Britain was unified as never before. The tyranny of distance had been smashed. A cheap national system of postage, national daily papers and the general adoption of Greenwich Mean Time (essential for the co-ordination of timetables) were unlooked-for benefits of this revolutionary new form of transport. National unification may have been the outcome of the establishment of Britain’s railway system. But profit rather than unity was the aim of the railway promoters and there was precious little system about their methods. If it was an age of bold engineers and even bolder capitalist it was also an age of bogus ‘experts’ and unscrupulous speculators. Fortunes were lost as well as made as bands of railway promoters jostled one another before parliamentary committees whose approval was essential for the construction of any new line.

Liverpool was one of England’s great Atlantic ports. Bristol was the other. And the merchants of Bristol feared permanent eclipse at the hands of their upstart rival unless they too could obtain the benefits of the new technology. But they looked not to a link with a nearby manufacturing centre (there was none nearby comparable to Manchester) but with London itself, which would mean building a railway some four times as long as the Liverpool and Manchester, a feat of construction on a scale never attempted since the age of the pyramids. They sought an engineer to oversee this stupendous task. They found him–Isambard Kingdom Brunel, not yet 30 years old.

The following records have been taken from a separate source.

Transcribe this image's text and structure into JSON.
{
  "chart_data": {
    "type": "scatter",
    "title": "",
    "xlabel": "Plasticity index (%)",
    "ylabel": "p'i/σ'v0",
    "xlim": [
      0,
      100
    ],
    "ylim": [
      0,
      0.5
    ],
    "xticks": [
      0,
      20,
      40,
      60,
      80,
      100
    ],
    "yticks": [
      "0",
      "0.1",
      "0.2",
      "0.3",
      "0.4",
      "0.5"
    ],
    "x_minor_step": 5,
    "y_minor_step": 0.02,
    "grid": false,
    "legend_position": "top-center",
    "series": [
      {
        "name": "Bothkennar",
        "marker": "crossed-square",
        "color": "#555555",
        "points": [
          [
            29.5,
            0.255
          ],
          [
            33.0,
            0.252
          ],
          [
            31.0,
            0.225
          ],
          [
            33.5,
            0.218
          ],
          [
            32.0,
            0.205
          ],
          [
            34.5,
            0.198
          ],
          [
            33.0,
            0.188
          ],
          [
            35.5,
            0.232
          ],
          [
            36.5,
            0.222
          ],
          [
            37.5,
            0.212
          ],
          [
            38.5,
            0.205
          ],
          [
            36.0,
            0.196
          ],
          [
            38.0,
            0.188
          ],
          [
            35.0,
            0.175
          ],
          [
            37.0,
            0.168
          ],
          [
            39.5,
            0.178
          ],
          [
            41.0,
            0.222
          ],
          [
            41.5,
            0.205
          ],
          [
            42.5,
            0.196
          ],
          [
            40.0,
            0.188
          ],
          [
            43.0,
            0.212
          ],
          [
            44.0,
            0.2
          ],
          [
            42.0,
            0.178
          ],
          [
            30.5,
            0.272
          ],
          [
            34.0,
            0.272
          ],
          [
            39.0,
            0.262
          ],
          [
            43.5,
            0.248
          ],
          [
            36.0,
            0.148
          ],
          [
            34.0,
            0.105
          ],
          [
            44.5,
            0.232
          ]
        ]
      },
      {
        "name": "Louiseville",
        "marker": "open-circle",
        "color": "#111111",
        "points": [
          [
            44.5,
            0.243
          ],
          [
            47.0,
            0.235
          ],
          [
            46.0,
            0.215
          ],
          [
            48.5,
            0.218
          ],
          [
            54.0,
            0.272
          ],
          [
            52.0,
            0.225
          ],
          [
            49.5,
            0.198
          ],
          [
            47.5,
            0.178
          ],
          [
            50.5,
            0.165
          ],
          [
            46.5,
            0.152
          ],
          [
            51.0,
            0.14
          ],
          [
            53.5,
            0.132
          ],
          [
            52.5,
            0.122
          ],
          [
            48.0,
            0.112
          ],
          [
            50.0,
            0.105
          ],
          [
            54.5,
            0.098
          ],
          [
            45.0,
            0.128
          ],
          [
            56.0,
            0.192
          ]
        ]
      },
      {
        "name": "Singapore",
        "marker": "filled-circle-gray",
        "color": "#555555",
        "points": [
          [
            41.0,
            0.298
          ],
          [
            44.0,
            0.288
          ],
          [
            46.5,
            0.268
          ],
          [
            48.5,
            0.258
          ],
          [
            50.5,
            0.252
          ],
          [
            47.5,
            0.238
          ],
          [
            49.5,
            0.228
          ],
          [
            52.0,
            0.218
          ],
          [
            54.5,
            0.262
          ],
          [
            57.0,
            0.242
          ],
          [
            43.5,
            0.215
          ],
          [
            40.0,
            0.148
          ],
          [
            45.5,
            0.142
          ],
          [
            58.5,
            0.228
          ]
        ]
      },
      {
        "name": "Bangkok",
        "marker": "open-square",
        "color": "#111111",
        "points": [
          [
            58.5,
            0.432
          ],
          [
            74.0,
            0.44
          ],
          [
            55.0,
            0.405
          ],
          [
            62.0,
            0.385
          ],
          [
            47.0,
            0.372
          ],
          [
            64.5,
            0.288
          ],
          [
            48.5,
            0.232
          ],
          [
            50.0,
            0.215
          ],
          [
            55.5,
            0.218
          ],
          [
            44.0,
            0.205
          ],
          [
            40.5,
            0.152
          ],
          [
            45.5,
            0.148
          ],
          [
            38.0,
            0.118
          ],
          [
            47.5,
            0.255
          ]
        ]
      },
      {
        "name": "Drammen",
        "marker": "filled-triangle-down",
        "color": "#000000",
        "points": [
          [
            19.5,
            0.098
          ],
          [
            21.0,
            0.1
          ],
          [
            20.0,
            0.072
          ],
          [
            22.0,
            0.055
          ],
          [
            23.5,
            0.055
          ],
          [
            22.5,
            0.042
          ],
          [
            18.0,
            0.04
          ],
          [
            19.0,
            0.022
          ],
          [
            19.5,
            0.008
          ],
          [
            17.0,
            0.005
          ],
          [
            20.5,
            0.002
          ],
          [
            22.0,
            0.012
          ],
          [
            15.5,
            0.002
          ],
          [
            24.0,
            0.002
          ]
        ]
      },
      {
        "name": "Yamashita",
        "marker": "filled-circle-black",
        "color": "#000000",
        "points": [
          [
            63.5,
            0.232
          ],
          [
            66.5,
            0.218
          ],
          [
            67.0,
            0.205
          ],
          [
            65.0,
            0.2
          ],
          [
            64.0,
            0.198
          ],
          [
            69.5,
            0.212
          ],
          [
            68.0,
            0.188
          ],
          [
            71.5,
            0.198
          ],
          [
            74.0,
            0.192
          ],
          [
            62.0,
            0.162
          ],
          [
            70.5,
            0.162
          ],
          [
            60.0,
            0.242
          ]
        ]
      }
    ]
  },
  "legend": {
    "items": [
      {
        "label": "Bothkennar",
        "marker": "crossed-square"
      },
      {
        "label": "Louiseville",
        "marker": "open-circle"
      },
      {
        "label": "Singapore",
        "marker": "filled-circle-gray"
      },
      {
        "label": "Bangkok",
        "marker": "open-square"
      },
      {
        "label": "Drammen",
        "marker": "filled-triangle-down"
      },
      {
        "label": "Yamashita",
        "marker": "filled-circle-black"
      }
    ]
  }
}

Brunel the engineer was the son of Brunel the engineer. Brunel senior, a royalist, had fled the French Revolution to become, briefly, official engineer to the city of New York, and then, having settled in London, a consultant engineer to the Royal Navy. Educated and trained in both French and English schools and workshops, Brunel junior served his practical apprenticeship assisting his father in the building of the first tunnel under the Thames. (It now carries the Underground between Wapping and Rotherhithe.) Twice the young engineer came within seconds of death when the workings collapsed and hundreds of tons of debris and water came crashing down on the construction gangs. The second collapse brought an end to all work on the tunnel for seven years. Convalescing, Isambard dreamed of the day when he would ‘at last be rich, have a house built, of which I have even made the drawings . . . be the first engineer and an example for future ones.’ What he feared most was what he thought most likely: ‘a mediocre success–an engineer sometimes employed, sometimes not–£200 or £300 a year and that uncertain.’

Pages: 1 2 3

Post a Comment

Please note that HistoryNet Staff cannot respond to requests for research of any type. Please visit our research forum to post research questions. If you have a question about our magazines, please use the contact us form.

Related Articles


acglogo SUBSCRIBE TODAY!

Magazine Help
+Give as a gift
+Renew
+Address Change
+Questions

Most Titles
$21.95/6 issues!

SPONSORED SITES







HistoryNet Article Archives Historynet Spacer

OPINION POLL

Who was the greatest of these second bananas in a TV series?

View Results

Loading ... Loading ...

See previous polls

STAY CONNECTED WITH US

RSS Feed
 
Get Our Daily HistoryNet Email
 
 


What is HistoryNet?

The HistoryNet.com is brought to you by the Weider History Group, the world's largest publisher of history magazines. HistoryNet.com contains daily features, photo galleries and over 1,200 articles originally published in our various magazines.

If you are interested in a specific history subject, try searching our archives, you are bound to find something to pique your interest.

 Get our RSS!
 Newsletter Signup

From Our Magazines

Weider History Group

Weider History Network:  HistoryNet | Armchair General | Once A Marine | Achtung Panzer!